"In-Context Learning" or: How I learned to stop worrying and love "Applied Information Retrieval"
- URL: http://arxiv.org/abs/2405.01116v1
- Date: Thu, 02 May 2024 09:25:24 GMT
- Title: "In-Context Learning" or: How I learned to stop worrying and love "Applied Information Retrieval"
- Authors: Andrew Parry, Debasis Ganguly, Manish Chandra,
- Abstract summary: In-context learning (ICL) has evolved as a new paradigm for natural language processing (NLP)
ICL is conceptually similar to a non-parametric approach, such as $k$-NN.
Similar examples in ICL retrieved from a training set relate to a set of documents retrieved from a collection in IR.
- Score: 9.264121218481133
- License:
- Abstract: With the increasing ability of large language models (LLMs), in-context learning (ICL) has evolved as a new paradigm for natural language processing (NLP), where instead of fine-tuning the parameters of an LLM specific to a downstream task with labeled examples, a small number of such examples is appended to a prompt instruction for controlling the decoder's generation process. ICL, thus, is conceptually similar to a non-parametric approach, such as $k$-NN, where the prediction for each instance essentially depends on the local topology, i.e., on a localised set of similar instances and their labels (called few-shot examples). This suggests that a test instance in ICL is analogous to a query in IR, and similar examples in ICL retrieved from a training set relate to a set of documents retrieved from a collection in IR. While standard unsupervised ranking models can be used to retrieve these few-shot examples from a training set, the effectiveness of the examples can potentially be improved by re-defining the notion of relevance specific to its utility for the downstream task, i.e., considering an example to be relevant if including it in the prompt instruction leads to a correct prediction. With this task-specific notion of relevance, it is possible to train a supervised ranking model (e.g., a bi-encoder or cross-encoder), which potentially learns to optimally select the few-shot examples. We believe that the recent advances in neural rankers can potentially find a use case for this task of optimally choosing examples for more effective downstream ICL predictions.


(WHAT IS NEEDED): The copy you produce must hold every record exactly, and none of the images.

(SUPPLIED INFORMATION):

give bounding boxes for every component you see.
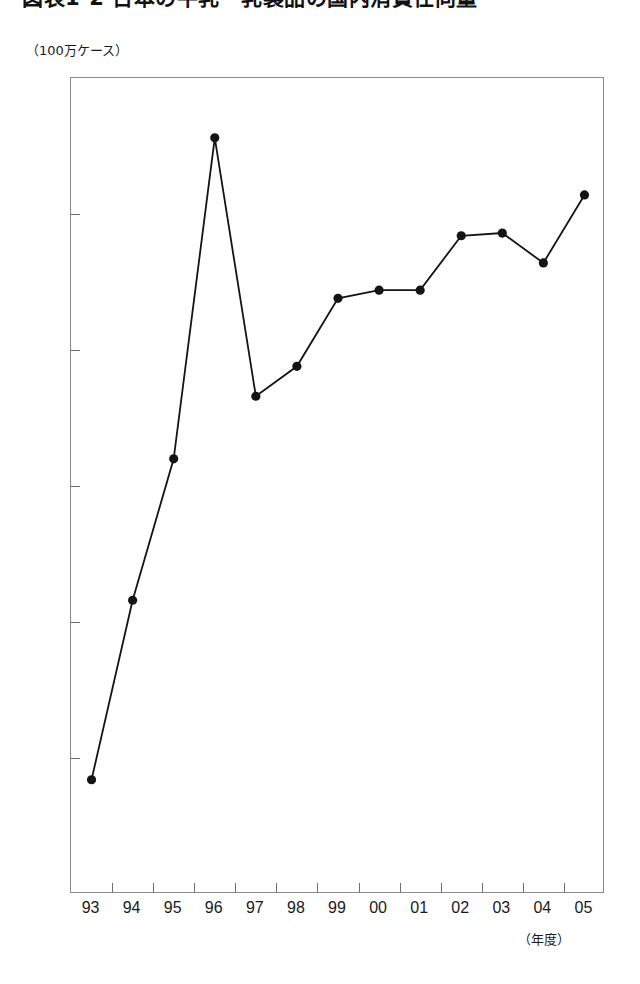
data-point-marker [374,286,383,295]
data-point-marker [539,258,548,267]
series-markers [87,133,589,784]
x-axis-tick [400,883,401,892]
x-axis-tick [441,883,442,892]
x-axis-label: 97 [233,900,277,916]
data-point-marker [87,775,96,784]
x-axis-label: 98 [274,900,318,916]
data-point-marker [210,133,219,142]
x-axis-tick [317,883,318,892]
x-axis-label: 93 [69,900,113,916]
x-axis-tick [523,883,524,892]
data-point-marker [128,596,137,605]
y-axis-tick [71,486,80,487]
x-axis-label: 94 [110,900,154,916]
page-title-text: 図表1-2 日本の牛乳・乳製品の国内消費仕向量 [22,0,478,11]
x-axis-tick [153,883,154,892]
y-axis-tick [71,622,80,623]
data-point-marker [580,190,589,199]
data-point-marker [251,392,260,401]
x-axis-label: 96 [192,900,236,916]
x-axis-label: 00 [356,900,400,916]
x-axis-tick [112,883,113,892]
data-point-marker [333,294,342,303]
x-axis-tick [482,883,483,892]
x-axis-label: 05 [561,900,605,916]
data-point-marker [416,286,425,295]
x-axis-tick [235,883,236,892]
y-axis-tick [71,758,80,759]
x-axis-tick [276,883,277,892]
x-axis-label: 99 [315,900,359,916]
data-point-marker [169,454,178,463]
data-point-marker [292,362,301,371]
y-axis-unit-label: （100万ケース） [26,40,128,59]
chart-plot-area [70,77,604,893]
x-axis-label: 02 [438,900,482,916]
x-axis-tick [194,883,195,892]
y-axis-tick [71,350,80,351]
x-axis-tick [564,883,565,892]
y-axis-tick [71,214,80,215]
x-axis-label: 04 [520,900,564,916]
data-point-marker [457,231,466,240]
x-axis-label: 01 [397,900,441,916]
x-axis-label: 03 [479,900,523,916]
page-title: 図表1-2 日本の牛乳・乳製品の国内消費仕向量 [0,0,640,18]
x-axis-tick [359,883,360,892]
line-series [71,78,605,894]
series-polyline [92,138,585,780]
data-point-marker [498,228,507,237]
x-axis-label: 95 [151,900,195,916]
x-axis-caption: （年度） [518,929,570,948]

(SOLUTION FOR THIS TASK):
give bounding boxes for every component you see.
data-point-marker [374,286,383,295]
data-point-marker [539,258,548,267]
series-markers [87,133,589,784]
x-axis-tick [400,883,401,892]
x-axis-tick [441,883,442,892]
x-axis-label: 97 [233,900,277,916]
data-point-marker [87,775,96,784]
x-axis-label: 98 [274,900,318,916]
data-point-marker [210,133,219,142]
x-axis-tick [317,883,318,892]
x-axis-label: 93 [69,900,113,916]
x-axis-tick [523,883,524,892]
data-point-marker [128,596,137,605]
y-axis-tick [71,486,80,487]
x-axis-label: 94 [110,900,154,916]
page-title-text: 図表1-2 日本の牛乳・乳製品の国内消費仕向量 [22,0,478,11]
x-axis-tick [153,883,154,892]
y-axis-tick [71,622,80,623]
data-point-marker [580,190,589,199]
data-point-marker [251,392,260,401]
x-axis-label: 96 [192,900,236,916]
x-axis-label: 00 [356,900,400,916]
x-axis-tick [112,883,113,892]
data-point-marker [333,294,342,303]
x-axis-tick [482,883,483,892]
x-axis-label: 05 [561,900,605,916]
data-point-marker [416,286,425,295]
x-axis-tick [235,883,236,892]
y-axis-tick [71,758,80,759]
x-axis-tick [276,883,277,892]
x-axis-label: 99 [315,900,359,916]
data-point-marker [169,454,178,463]
data-point-marker [292,362,301,371]
y-axis-unit-label: （100万ケース） [26,40,128,59]
chart-plot-area [70,77,604,893]
x-axis-label: 02 [438,900,482,916]
x-axis-tick [194,883,195,892]
y-axis-tick [71,350,80,351]
x-axis-tick [564,883,565,892]
y-axis-tick [71,214,80,215]
x-axis-label: 04 [520,900,564,916]
data-point-marker [457,231,466,240]
x-axis-label: 01 [397,900,441,916]
x-axis-label: 03 [479,900,523,916]
page-title: 図表1-2 日本の牛乳・乳製品の国内消費仕向量 [0,0,640,18]
x-axis-tick [359,883,360,892]
line-series [71,78,605,894]
series-polyline [92,138,585,780]
data-point-marker [498,228,507,237]
x-axis-label: 95 [151,900,195,916]
x-axis-caption: （年度） [518,929,570,948]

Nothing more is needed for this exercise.